The ban on touching drives willing women away from clubs that have security guards and panic buttons into more vulnerable, private situations, Baumann said.
Bylaw enforcement occurs in spurts, the women say, with fines of $75 or $100 levied against them or the clubs, which in turn recover the money from the dancers. In some cases, the patrons might also end up charged.
The arguments in favour of allowing consensual touching rub those who support the ban the wrong way.
"To say that every single woman in these clubs is giving their free consent to some of the things that take place, that's completely not true," said Coun. Maureen Cassidy, who chairs the community and protective services committee. "There are a lot of young women that are coerced by management — and we know who runs these establishments."
Other activists, such as those from the London Abused Women's Centre, want the touch ban to stay in place, Cassidy said.
Critics of the ban note an inconsistency in the current situation: Sexualized touching is allowed in body-rub parlours. But Cassidy notes that the recent killing of a sex worker occurred in such an establishment, which is why the bylaw is being updated to mandate panic alarms in every room and having a supervisor on site.
Another issue is that bylaws differ among municipalities.

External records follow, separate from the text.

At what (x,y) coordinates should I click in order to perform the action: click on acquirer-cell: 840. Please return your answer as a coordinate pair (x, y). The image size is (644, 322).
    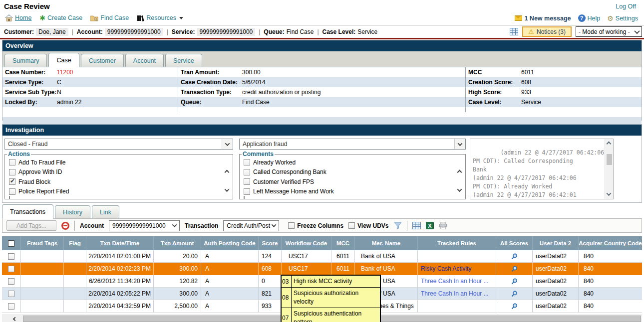
    Looking at the image, I should click on (610, 269).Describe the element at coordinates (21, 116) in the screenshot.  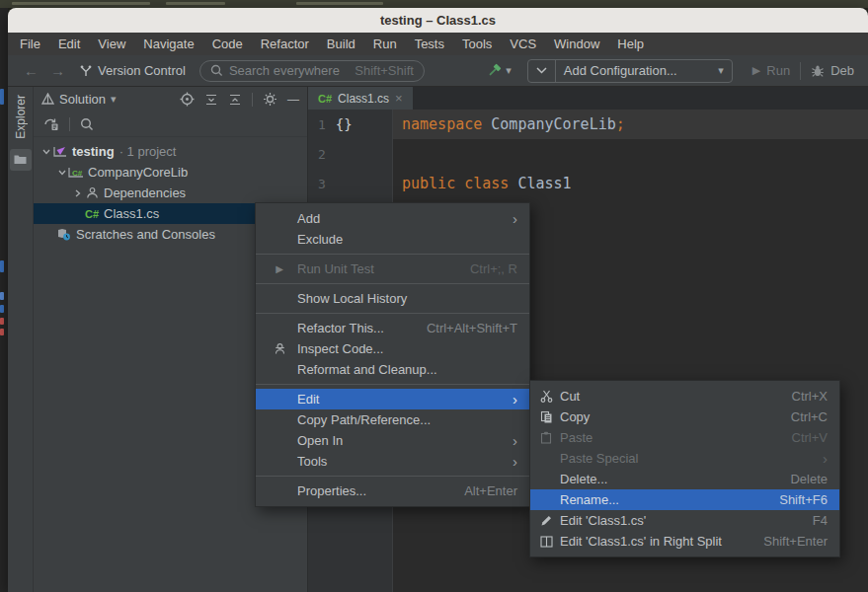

Toronto, for example, changed its flagrantly disregarded no-touch rule in 2012 to prohibit physical contact with "uncovered breasts, buttocks, genital, pubic, anal and perineal areas of a patron or any other person." Montreal bars touching within the pantyline. But other jurisdictions don't have such regulations.
"A lot of the women here will travel to Niagara and other places regularly where the bylaw doesn't exist," Baumann said.
Complicating the debate is federal legislation that prohibits buying sexual services. Cassidy, for example, said that allowing touching in strip clubs could expose patrons to criminal sanction.
AnnaLise Trudell, a researcher at the University of Western Ontario who works with Anova — a sexual assault centre and women's shelter in the city — said some people want the clubs shut down altogether and the real impetus for the bylaw is moral.
Trudell acknowledged that trafficking of women and coercion does exist in the strip club world, but said the no-touch rule isn't the answer.
"That's the same thing as saying all sex is bad because sexual assault is so widespread, so let's make all sex illegal to get at sexual assault," Trudell said. "It's a false understanding."